A lot can be taken from you—even your life—but not your stories about that life. So this, then, is a word, not without love and respect, to a young writer: write.
To not know exactly where your story is going is a good thing. It may drive you mad for a little while, but there’s worse things than madness: try silence, for instance.
All well and good, young writer—a hero of consciousness indeed—but be aware that this will cost you effort and pain. You will tear your hair out. Grind your teeth. Rinse your heart out again and again. You will think yourself in constant rehearsal for a performance that might never arrive.
every writer will achieve at least one very bad book. Most of us achieve many. But even bad work is an achievement. It is not the end of the world. In fact it’s the natural pattern. You still have to get up the next morning. And the morning after.

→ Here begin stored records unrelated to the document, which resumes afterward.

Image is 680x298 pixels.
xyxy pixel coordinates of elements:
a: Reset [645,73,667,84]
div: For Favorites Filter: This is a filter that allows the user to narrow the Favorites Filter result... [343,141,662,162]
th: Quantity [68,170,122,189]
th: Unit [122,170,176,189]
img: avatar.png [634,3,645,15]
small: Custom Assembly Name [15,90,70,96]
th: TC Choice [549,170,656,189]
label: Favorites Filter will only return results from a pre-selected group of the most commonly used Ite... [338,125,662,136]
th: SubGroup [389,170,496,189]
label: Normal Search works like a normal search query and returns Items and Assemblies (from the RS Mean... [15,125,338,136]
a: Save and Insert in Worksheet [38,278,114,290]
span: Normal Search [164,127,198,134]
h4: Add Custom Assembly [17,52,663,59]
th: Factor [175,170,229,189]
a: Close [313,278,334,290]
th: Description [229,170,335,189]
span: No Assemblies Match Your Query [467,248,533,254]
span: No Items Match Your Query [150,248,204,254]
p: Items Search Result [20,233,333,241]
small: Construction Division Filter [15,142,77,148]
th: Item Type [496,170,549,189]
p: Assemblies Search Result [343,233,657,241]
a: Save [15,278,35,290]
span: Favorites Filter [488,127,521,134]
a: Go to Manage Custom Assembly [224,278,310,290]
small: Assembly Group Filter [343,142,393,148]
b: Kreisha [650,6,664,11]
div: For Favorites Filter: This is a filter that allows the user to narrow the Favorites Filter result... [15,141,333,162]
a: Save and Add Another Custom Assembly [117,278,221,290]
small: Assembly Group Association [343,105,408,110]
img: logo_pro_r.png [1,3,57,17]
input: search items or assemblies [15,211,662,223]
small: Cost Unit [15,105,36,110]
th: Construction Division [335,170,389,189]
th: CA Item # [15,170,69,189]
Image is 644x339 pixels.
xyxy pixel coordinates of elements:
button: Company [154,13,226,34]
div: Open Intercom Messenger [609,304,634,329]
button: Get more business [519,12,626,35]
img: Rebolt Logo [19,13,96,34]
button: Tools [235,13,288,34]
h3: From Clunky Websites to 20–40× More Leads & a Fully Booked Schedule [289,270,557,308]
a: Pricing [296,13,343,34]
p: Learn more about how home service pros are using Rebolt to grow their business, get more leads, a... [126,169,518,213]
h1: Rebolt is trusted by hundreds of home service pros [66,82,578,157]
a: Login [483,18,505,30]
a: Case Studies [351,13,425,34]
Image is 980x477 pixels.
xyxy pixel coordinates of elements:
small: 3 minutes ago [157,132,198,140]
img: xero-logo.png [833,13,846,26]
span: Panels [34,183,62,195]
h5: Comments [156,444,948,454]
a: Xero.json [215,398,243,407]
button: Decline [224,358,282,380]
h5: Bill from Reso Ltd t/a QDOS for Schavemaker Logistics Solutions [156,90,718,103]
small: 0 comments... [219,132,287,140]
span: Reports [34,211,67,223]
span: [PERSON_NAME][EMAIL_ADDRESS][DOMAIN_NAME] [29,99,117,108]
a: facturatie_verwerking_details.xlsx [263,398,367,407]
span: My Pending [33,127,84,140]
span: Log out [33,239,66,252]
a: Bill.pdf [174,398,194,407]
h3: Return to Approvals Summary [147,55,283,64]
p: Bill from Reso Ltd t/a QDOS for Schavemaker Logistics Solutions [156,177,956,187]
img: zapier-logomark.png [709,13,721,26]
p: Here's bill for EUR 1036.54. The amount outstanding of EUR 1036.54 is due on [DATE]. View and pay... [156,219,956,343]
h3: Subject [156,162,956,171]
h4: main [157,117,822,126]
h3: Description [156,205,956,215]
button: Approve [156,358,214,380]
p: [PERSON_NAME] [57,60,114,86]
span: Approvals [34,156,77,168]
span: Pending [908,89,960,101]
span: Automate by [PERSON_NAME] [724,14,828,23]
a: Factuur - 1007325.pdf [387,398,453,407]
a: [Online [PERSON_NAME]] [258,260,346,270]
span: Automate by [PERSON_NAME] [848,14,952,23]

that blank page isn’t going anywhere.
Stories are not about plot, they are about language and rhythm and music and style. If you believe in your own story, and write it well, it will find its readers.
You should know that anything good you wrote was entirely accidental. You should be sure that you will never be able to do it again. You should have no idea how you got here and no idea if you will ever do it again. In fact, you should be convinced that you won’t.
Be aware that to be a hero, you might have to be able to be the fool.
In the end, the only things worth doing are the things that might possibly break your heart. Rage on.